By Peter Sweeney
GRAHAM Rowe – who’s selling his half of the Australia-wide known and respected family agricultural business to his son Nick – said his legendary and late father “couldn’t quite understand that I didn’t understand.”
“I’ve never dreamt about tractors like dad did,” Graham, 64, said during the four-day Farm World at Lardner Park on the weekend, at which his company celebrated 50 years in the business.
Even though he has spent more than 40 years at Vin Rowe Farm Machinery – he returned home from Melbourne in 1969 as the company bookkeeper – Graham admits the business “has not meant as much to me as it did to Dad.”
“I did not have the passion for it that my father had,” Graham added.
That’s understandable. Fifty years ago, Graham’s father started Vin Rowe Farm Machinery at Warragul. Today, you couldn’t go anywhere in the country and find a man on the land who hasn’t heard of the company.
Born in Brisbane in 1925, Vin Rowe was the son of a farmer. He was schooled at Lismore in northern New South Wales and during holidays and post school worked on the land. However, engineering was his preferred love.
When 16, he headed south and got a job with the Polson Motor Company, a manufacturer of spare parts. In 1943, he joined the Royal Australian Air Force at Sale as an engine fitter, assisting with the fitting of engines to planes in most states during World War II.
In 1946, aged 21, Vin married Sale lass, Kathleen Symons. They had two sons, Graham and Trevor, who was a Gippsland journalist and now works in public relations in Melbourne.
Many years later, Vin was quoted as saying: “I’m sure I could not have chosen a better wife.” And of S. Lacey and Sons, the Sale manufacturing engineers where he worked, he said: “My association with the firm I joined has been highly satisfactory.”
Vin started with Laceys after leaving the Air Force. He trained with the company under a war service rehabilitation scheme and qualified as a fitter and turner.
In 1958, he became an agricultural sales representative when Laceys Equipment was formed. So successful was Vin, that the company offered him a position managing a newly established branch in Warragul in 1962.
Family and work may have been priorities, however, his involvement with his church, and the service organisation Rotary, was strong.
The legacy of Vin Rowe – who had a major stroke in 1983 and passed away four years ago – still lives on.
“My father taught me that honesty and dependability are the necessities for success, not only in business, but also in life,” Graham said.
“He was a very compassionate and generous man, who became a friend and adviser to many of his employees and customers.
“Some of his clients are still with us today, or their sons or grandsons are.
“Business is so different these days, mainly because of the way people communicate.

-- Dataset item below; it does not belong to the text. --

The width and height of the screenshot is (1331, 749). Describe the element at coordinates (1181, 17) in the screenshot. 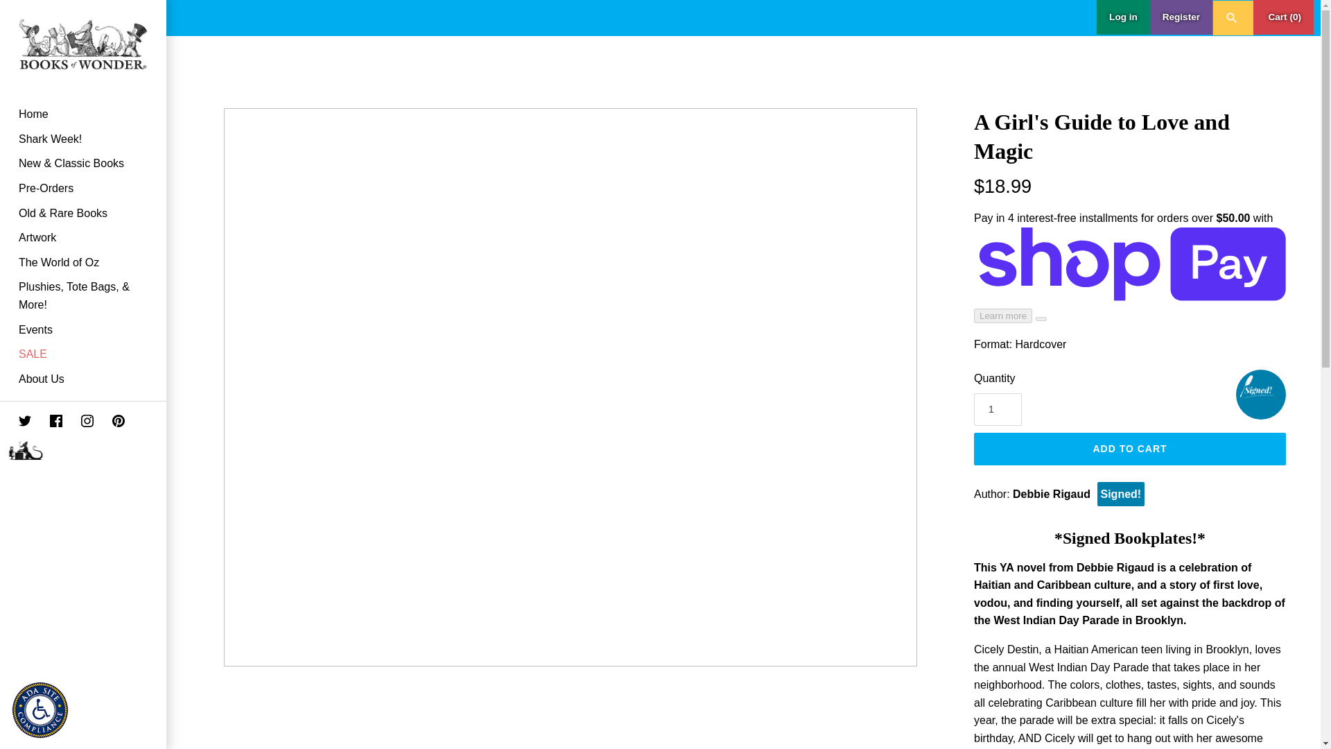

“It’s not as simple as it used to be and is more sophisticated. People want it now, nobody wants to wait a week.
“We’re known for many things, probably best for being machinery specialists to the vegetable industry.
“Years ago, we used to be in cars. I made some mistakes there, some bad ones, but I’ve done the best I could with the company.”
In 1985, Stephen Pike was working with Woods and Reeves, Warragul based “rivals” of Vin Rowe Machinery, when he got a telephone call from Graham Rowe.
“Come and see me,” is what Stephen, who moved to Warragul from a cherry growing orchard at Wandin when he was 14, heard.
He accepted an offer and sold Mazda cars for a year before taking over as machinery parts manager. Since the mid-2000s he has had 50 per cent ownership of Vin Rowe Farm Machinery.
Now, instead of Graham being his business partner, it’s to be Nick Rowe, who six years ago joined the company started by his granddad.
“Nick and I are to be the lack of brains of the outfit,” Stephen said. Naturally, he was joking, as he’s well qualified. And, in regards to Nick, it’s certainly not a case of a business being handed down the line, going from dad to son to son.
Nick was school captain of StPaul’s Grammar, Warragul, he has a law and commerce degree, was a tax consultant, a marketer with a major accounting company and one-time sponsorship manager of the North Melbourne Football Club.
And the future plans of Vin Rowe Farm Machinery?
“To provide the best equipment from around the world and first-class spare parts and service support facilities.”
Ah, that’s something Vin started 50 years back.